Dürrenmatt's four detective novels have attained the same international renown as his dramas…. They are, to be sure, typically Dürrenmatt, but in no way do they depart from what one usually expects from a detective story. (p. 48)

Dürrenmatt must have had great fun in writing these novels. It is much easier to insert incidental material in a novel than in a play. In the first half of The Judge, there is not a page without its touch of humor. Dürrenmatt ridicules the police, the people of Bern, the separatists from the Jura Mountains, state officials and their titles, the militarists, Swiss artists, and others. He administers such a heavy dose of symbolism that it becomes parody. (p. 51)

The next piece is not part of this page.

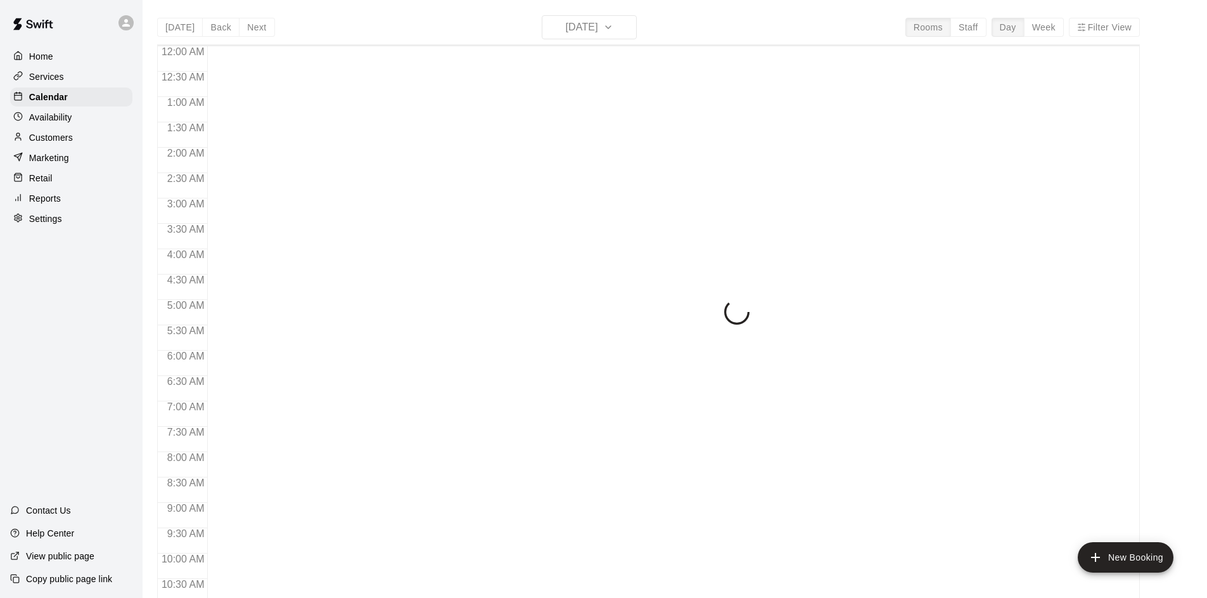  What do you see at coordinates (186, 203) in the screenshot?
I see `span: 3:00 AM` at bounding box center [186, 203].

[Protagonist] Bärlach's conversations with Edith Marlok and Emmenberger form the high point of [The Quarry]. Both doctors think, in the truest sense of the word, Dürrenmatt's thoughts. They think and act completely consistently—with horrifying results. Dürrenmatt rejects their actions, but he respects the philosophy that motivates those actions. Bärlach, like Dürrenmatt, has nothing with which to oppose this philosophy—no faith. All that remains for him, if he is honest with himself, is silence. Or else he can, with the Jew, cry out, "Long live mankind!" and add, "But how?" The enigma of existence is man's fate…. (pp. 53-4)

Dürrenmatt's narrative technique in The Pledge is considerably more mature than in his first two novels. [In this novel the] story is being told to Dürrenmatt. Whereas his earlier dialogues were often too long and complicated to be believed as actual conversation, Dürrenmatt now exercises greater discipline and goes so far as to apologize to the reader for changing a word or so of the narrator's account. (p. 56)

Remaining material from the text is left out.